Christ be with me, Christ within me,
Christ behind me, Christ before me,
Christ beside me, Christ to win me,
Christ to comfort and restore me.
Christ beneath me, Christ above me,
Christ in quiet, Christ in danger,
Christ in hearts of all that love me,
Christ in mouth of friend and stranger.

~  St. Patrick

Happy St. Patrick’s day!  What a man.  What a blessing.
Patrick, Brigit, Athanasius, Columba, Augustine, Ambrose….
some of my heroes, dead and gone, still livin’ on.  

Talking about Work on St. Paddy’s Day


Ireland’s flag flies from the fence of my next door neighbor.
I think this (partially) atones for the plastic inflatable
Grinch last December, don’t you (wink, wink)?

[regarding the construction Columcille’s House (Columcille = Columba) in the town of Kells, Ireland, built 11th century.  This is where the Book of Kells originated.]

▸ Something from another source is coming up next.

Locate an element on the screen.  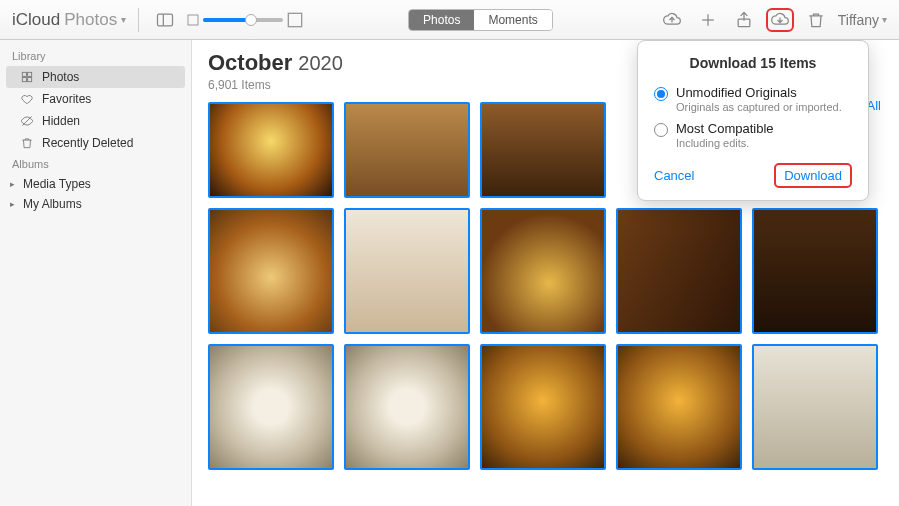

“They didn’t have time to do poor work.”  He was talking about the modern inversion of production standards – the prevalent assumption that we haven’t time, or can’t afford, to work well. But, of course, nobody ever has time or can ever afford to do poor work; that poor work is affordable is an illusion created by the industrial economy.  If bad work is done, a high price must be paid for it; all “the economy” can do is forward the bill to a later generation — and, in the process, make it payable in suffering.

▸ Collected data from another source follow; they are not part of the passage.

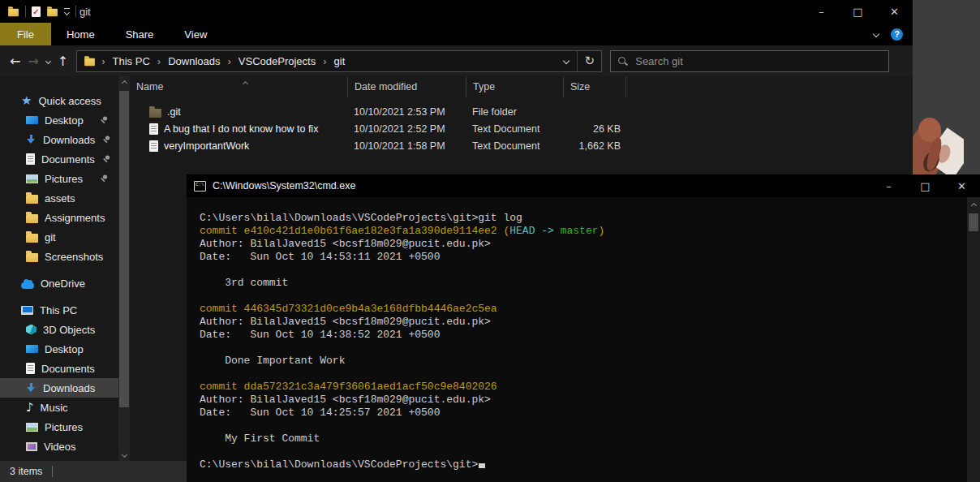  I want to click on sidebar-item-music: ♪Music, so click(59, 407).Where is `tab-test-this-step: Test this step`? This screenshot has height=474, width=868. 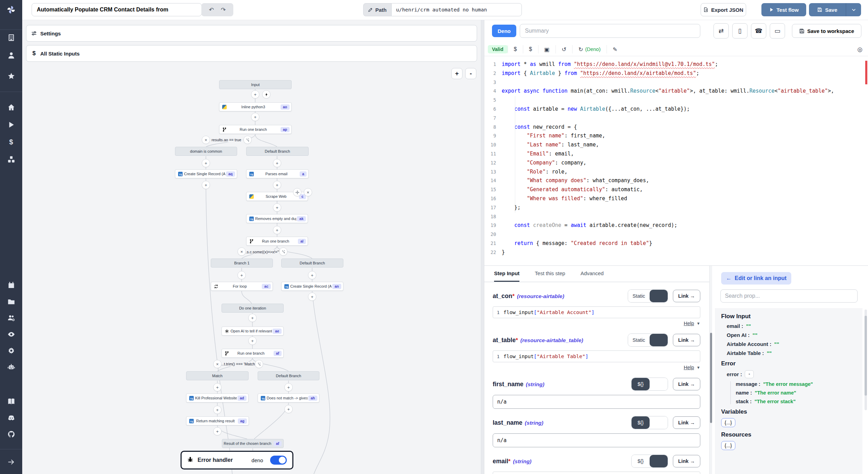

But the real genius of a country, though it may indeed fructify in great individual geniuses, is in the fine abilities – in the minds, eyes, and hands – of tens of thousands of ordinary workers.  Peter called this “the genius of genus.” Columcille’s House was not, like a monument of modern architecture, the work only of one individual genius but grew out of many miles of stone walls around little fields and out of many cottages.


Thus, coming to Ireland has reminded me again how long, complex, and deep must be the origins of the best work of any kind.

                  

   ~ Wendell Berry, Irish Journal essay, included in Home Economics (emphases mine)

* * * * *

And not seldom, after the manner of the apostle Paul, he toiled with manual labor, fishing and tilling the ground; but chiefly in building churches, to the which employment he much urged his disciples, both by exhortation and example.

~ The Life and Acts of Saint Patrick by Jocelin – found in the post The Toiling and Tilling of St. Patrick, by PoiemaPortfolio, a blog I highly value reading.  Thanks, Poiema!

* * * * *

If you have never read through (or sung!) St. Patrick’s Breastplate, also called by its Latin name, Lorica, you have missed a mighty anthem.  On those mornings when despair wants to claim victory, when bleak doesn’t begin to describe your outlook – on those mornings, these are words to strengthen and cheer you. 

Happy St. Patrick’s Day!  Put on The Chieftains,  boil some cabbage, cook up some corned beef, dance a jig, say a prayer of thanks for the gift of this man to our world, and do good work today.